King of Pride (Kings of Sin #2) by Ana Huang



She was interrupted again, this time by the buzz of my phone.

Parker. Speak of the devil.

My stomach plummeted further. “Hold that thought.” I sucked in a lungful of air and braced myself. “Hello?”

So. Dead.

“Isabella.” My supervisor’s voice clinked over the line like jagged ice cubes. There wasn’t a trace of her usual warmth. “Please report to Valhalla as soon as possible. We need to talk.”

Half an hour later, I walked into the Valhalla Club’s executive office with a pile of concrete blocks in my stomach.

Reserved for the reigning head of the managing committee, which rotated between sitting members every three years, the mahogany-paneled office resembled a cross between a Georgian library and a cathedral. A massive dark desk dominated the far end of the room.

Vuk Markovic sat behind it with the stiff posture of a displeased general surveying his troops.

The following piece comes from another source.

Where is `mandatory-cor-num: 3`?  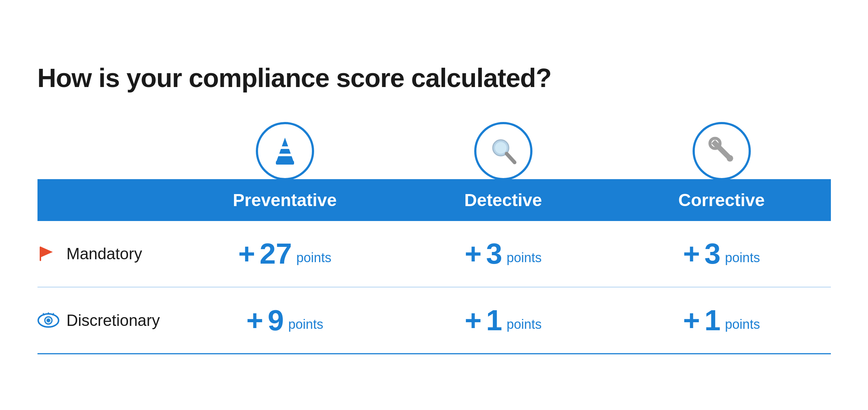 mandatory-cor-num: 3 is located at coordinates (713, 254).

He must be the current head of the committee. I didn’t pay attention to club politics, so I didn’t even know who the committee members were besides Kai and Dante—both of whom, I noticed with a jolt, were seated across the desk from Vuk. They occupied the chairs on the right; Parker sat on the left, her face tight.

Every pair of eyes swiveled toward me when I entered.

Self-consciousness prickled my skin. I avoided Kai’s gaze as I walked over, afraid any eye contact would unleash the pressure building in my chest.

“Isabella.” Parker nodded at the chair next to her. “Sit.” She was the lowest-ranked person in the room, but she kicked off the meeting by cutting straight to the chase. “Do you know why you’re here?”

I tucked my hands beneath my thighs and swallowed a lump of dread. There was no use playing dumb. “Because of the photos in the National Star.”

Parker glanced at Vuk. Those pale, eerie eyes watched me with unnerving focus, but he didn’t say a word.

“The club has a strict non-fraternization rule between members and employees,” Parker said when he didn’t speak up. “It is clearly stated in your employment contract, which you signed upon being hired. Any violation of said rule—”

“We weren’t fraternizing.” Kai’s even voice cut off the rest of her sentence. “Isabella and I have mutual friends. We see each other often outside the club. Dante can attest to that.”

My head jerked, unbidden, in his direction. He kept his attention on Parker, but I could practically feel the tendrils of comfort wrapping around me.

A messy knot of emotion tangled in my throat.

“It’s true.” Dante sounded bored. “Kai and I are friends. Isabella and my wife are best friends. You do the math.”

I wasn’t sure why he was here. Kai, I could understand since this involved him too. Maybe Dante was a character witness? We technically weren’t on trial, though I felt like we were.

Either way, I was grateful for his support, even as guilt wormed through my gut. Kai and I had wittingly broken the rules, and now other people were being dragged into it.

Parker paused, clearly trying to figure out how to respond without being taken for an idiot—the photos revealed far more intimacy than that between casual acquaintances—or pissing off her employers.

“With all due respect, Mr. Young, you and Isabella were alone in those photos,” she said carefully. “You were spotted holding hands—”

“I was simply guiding her over a rough patch of ground,” Kai said, his tone so smooth and confident it almost concealed the absurdity of his excuse. “We met several times over the holidays to plan a surprise party for Vivian’s birthday.”

“You were planning a surprise party for Vivian Russo on Coney Island?” Parker asked doubtfully.

A short but pregnant pause saturated the room.

“She likes Ferris wheels,” Dante said.

Another, longer pause.

Parker glanced at Vuk again in an obvious plea for help. He didn’t answer. Now that I thought about it, I’d never heard the man utter a single word.

It didn’t escape my notice that I was the one in the hot seat even though Kai and I were both in the wrong. But he was a rich, powerful VIP and I wasn’t. The difference in treatment was expected, if not necessarily fair.

“The photos aren’t proof we broke the non-fraternization rule,” Kai said. “It’s the National Star, not the New York Times. Their last issue claimed the government is harvesting alien eggs in Nebraska. They have no credibility.”

Parker’s mouth thinned.

My guilt thickened into sludge. I liked my supervisor. She’d always been good to me, and she’d kept my secret all this time. I hated putting her in such a tough position.

“I understand, sir,” she said. “But we simply can’t let the matter go unaddressed. The other members—”

“Let me worry about the other members,” Kai said. “I’ll—”

“No. She’s right.” My quiet interruption ground their argument to a halt. My heartbeat clanged with uncertainty, but I forged ahead before I lost my nerve. “I knew the rules, and the details don’t matter. What matters is how it looks, and it doesn’t look good, for us or the club.”

Kai stared at me. What are you doing?

The silent message echoed loud and clear in my head. I ignored it, though a warm ache twisted my heart at how adamantly he was trying to defend me. He didn’t lie, but he had. For me.